Author ROGER LEWIS describes how he cheated death, then received a get-well ... trends now
Last Sunday I collapsed in a Hastings car park and was given CPR by a passer-by. Heart had stopped — I was briefly dead.
I can therefore say with authority there are no Pearly Gates, nor any Fiery Furnace.
Time just stops completely. There’s not even any blackness or blankness to be aware of; or semi-aware of. ‘The anaesthetic from which none come round,’ as Philip Larkin called it.
Cardiac arrest — so the pharmacists from Morrisons ran out with their defibrillator machine and I was shocked back into life.
I regained consciousness to see big hairy faces on top of me, ‘working’ on me, my clothes all cut off. I was fond of that M&S pullover. My Highgrove scarf was also chopped in pieces, my polo shirt later found in a puddle. My glasses and my bag were kindly retrieved by a concerned tramp.
Last Sunday I collapsed in a Hastings car park and was given CPR by a passer-by. Heart had stopped — I was briefly dead, writes author Roger Lewis (pictured)
I can therefore say with authority there are no Pearly Gates, nor any Fiery Furnace
Eventually, I was bundled onto a trolley and, with lots of jerks and bumps, trundled to the ambulance. Police and paramedics everywhere. My wife Anna appeared, I think.
It has been a total nightmare for her, and for my three grown-up children, who materialised at top speed from Tonbridge, Petersfield and St Leonards-on-Sea. My last words nearly were ‘There’s no money’.
Festooned with wires and tubes, the ambulance raced to Alexandra Park and a waiting helicopter. Crowds had gathered — ‘crowd control’ was requested. Hastings hadn’t seen such excitement since an electric eel came up a drain during a storm and bit a pensioner, back in the New Year.
I was taken by Air Ambulance to Eastbourne. The journey was to take six minutes. By road it would have been 40 minutes. I did not have 40 minutes.

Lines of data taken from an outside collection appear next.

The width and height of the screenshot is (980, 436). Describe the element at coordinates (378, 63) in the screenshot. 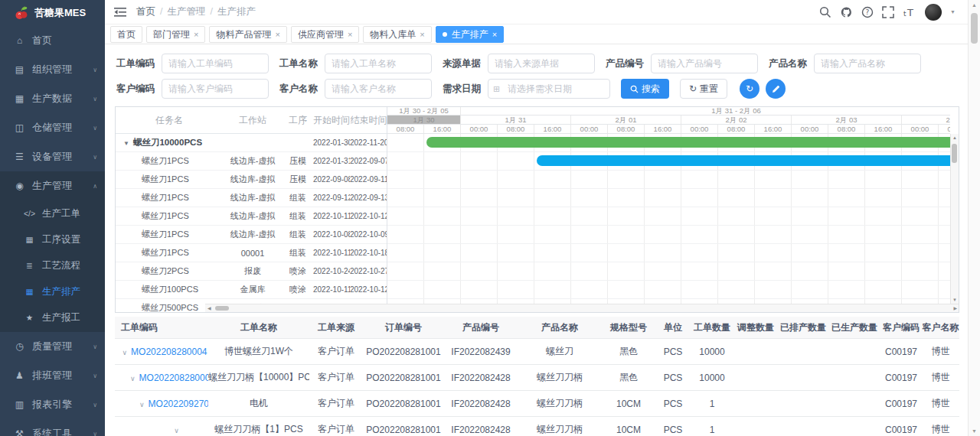

I see `work-order-name-input` at that location.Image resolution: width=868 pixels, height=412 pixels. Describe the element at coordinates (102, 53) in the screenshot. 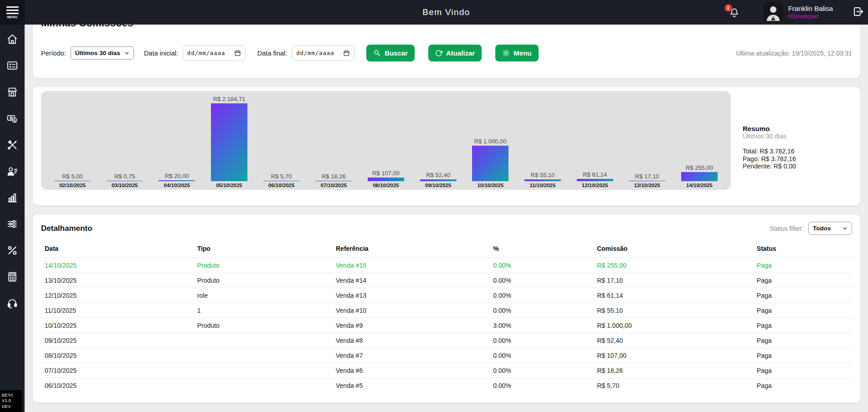

I see `period-select: Últimos 30 dias` at that location. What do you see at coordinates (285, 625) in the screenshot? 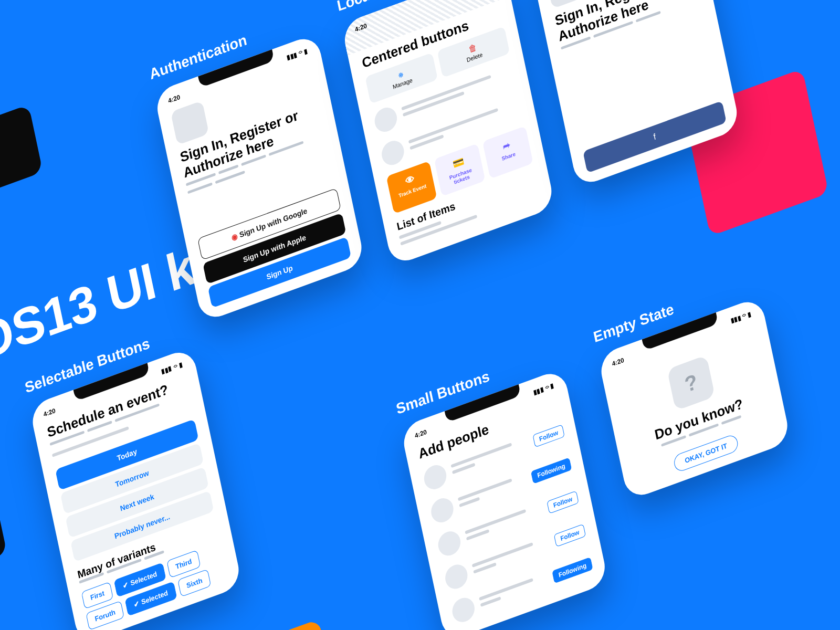
I see `decor-orange` at bounding box center [285, 625].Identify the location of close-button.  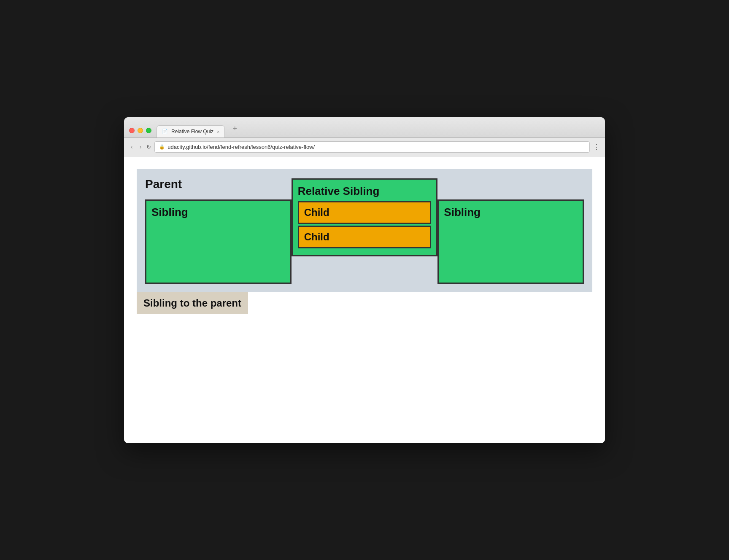
(132, 131).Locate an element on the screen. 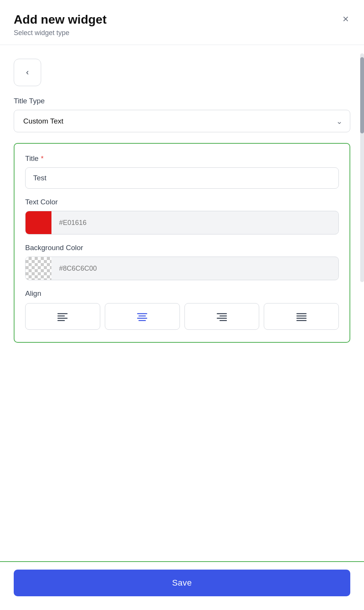  align-center-button is located at coordinates (143, 316).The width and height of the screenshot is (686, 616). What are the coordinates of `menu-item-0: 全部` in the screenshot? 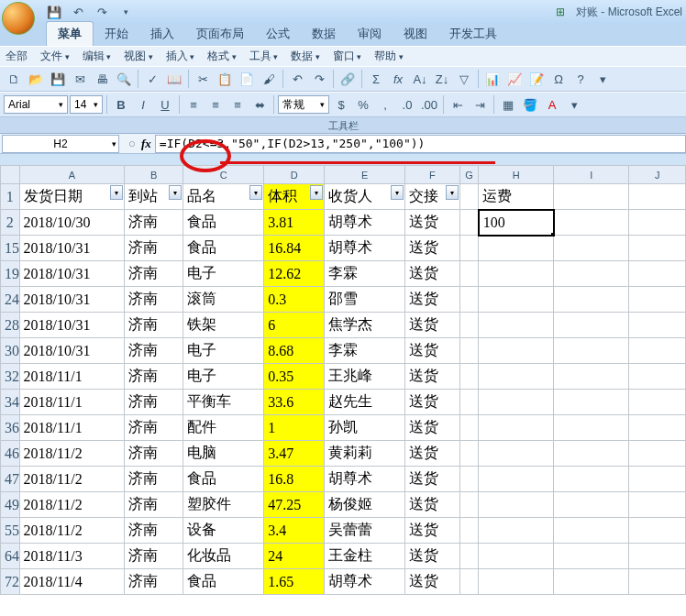 It's located at (17, 57).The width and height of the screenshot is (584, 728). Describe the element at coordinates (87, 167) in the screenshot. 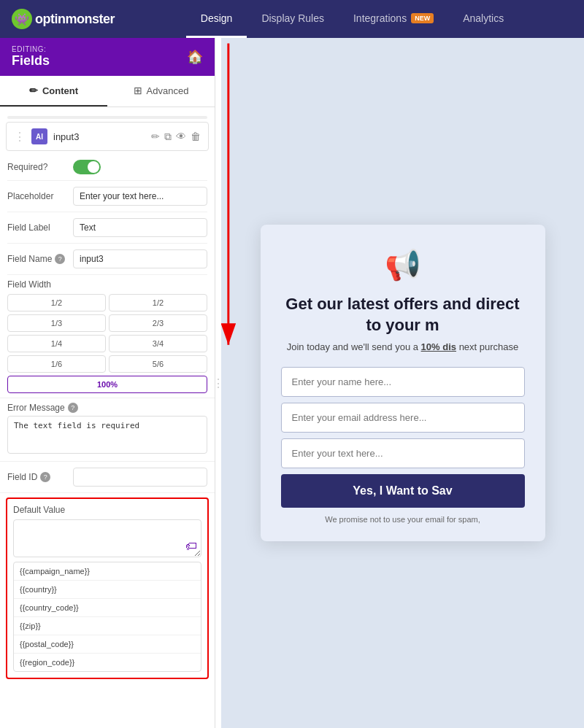

I see `required-toggle` at that location.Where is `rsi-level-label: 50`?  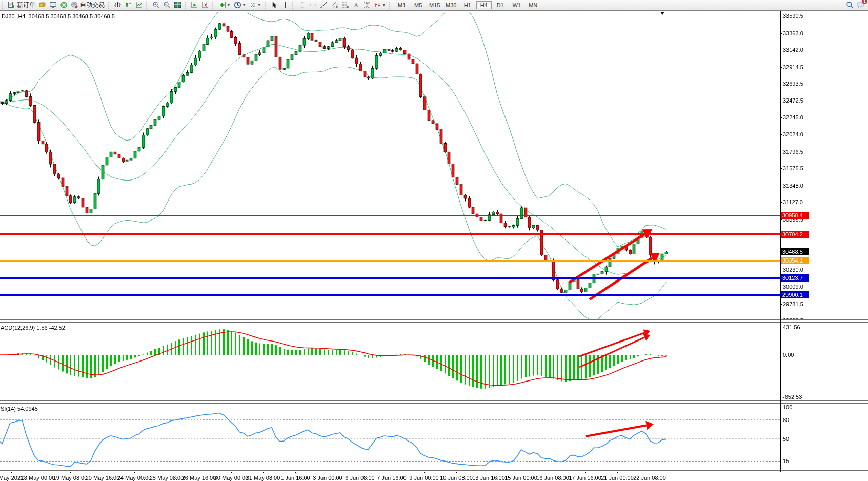
rsi-level-label: 50 is located at coordinates (786, 439).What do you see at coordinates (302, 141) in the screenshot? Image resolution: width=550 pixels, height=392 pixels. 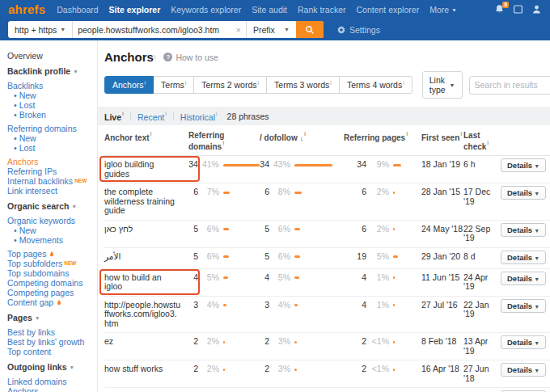 I see `column-header-dofollow: / dofollow ↓i` at bounding box center [302, 141].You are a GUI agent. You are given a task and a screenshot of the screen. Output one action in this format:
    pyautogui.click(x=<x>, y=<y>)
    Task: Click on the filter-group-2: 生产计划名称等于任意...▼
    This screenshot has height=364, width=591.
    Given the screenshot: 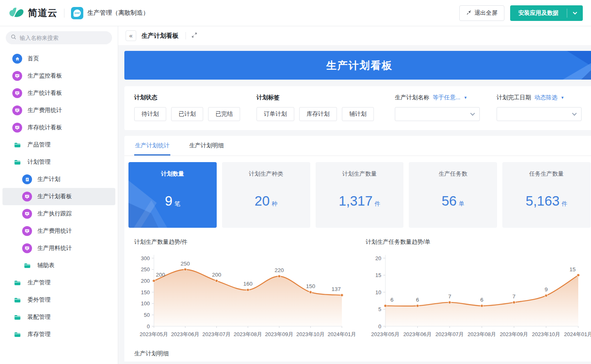 What is the action you would take?
    pyautogui.click(x=446, y=108)
    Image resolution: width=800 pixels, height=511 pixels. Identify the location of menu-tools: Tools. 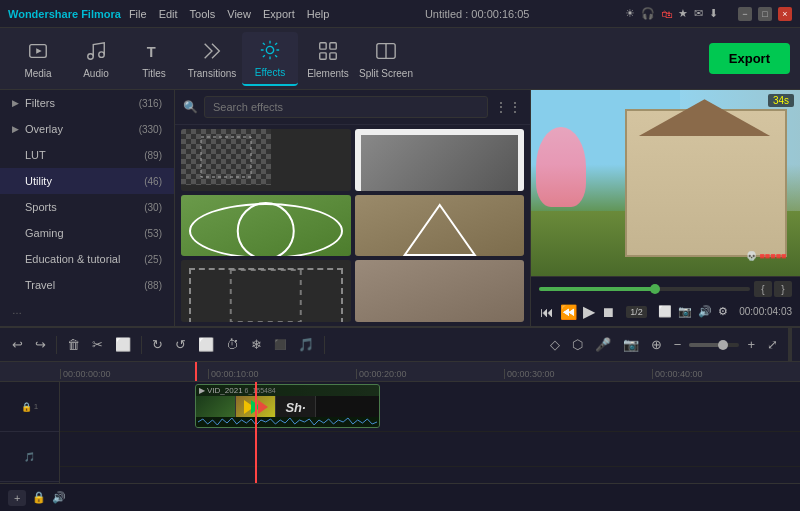
(203, 14).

During the flight, doctors held my hand. How sweet, I remember thinking. In fact, they were continually checking my fading pulse.
There was a team waiting to receive me. I remember looking at a lot of ceilings, fire alarms and fluorescent lights as I was wheeled off to the Cardiac Unit. I was injected with goodness-knows-what and some sort of science-fiction scanner job rotated about my body and a lot of people were looking at computer screens.
I started to receive nice messages from friends such as Stephen Fry (pictured), Gyles Brandreth, Maureen Lipman, Michael Gove and the crowd from The Oldie magazine
It took about an hour — stents were fitted. I was told that though the chances of croaking during the procedure were one-in-a-hundred, if I didn’t have the procedure death was going to be immediately guaranteed. I signed a consent form without complaint.
About now, I started to feel very nauseous. Not from fear, but the body reacting to the ructions and general uproar. The shock. I was also going to miss The Very Best of Peter Sellers, on Talking Pictures.
Without the procedure, death was guaranteed
Next, I was pushed to the Critical Care Ward and pinioned by both arms to a bed. Drips, oxygen mask, dozens of wires and pipes, lots of drama and activity. Needles, cannulas, catheters.
And pain. My ribs crushed by the CPR. Belly distended. Organs topsy-turvy. I was vomiting blood — really wrenching, agonising bouts of sickness.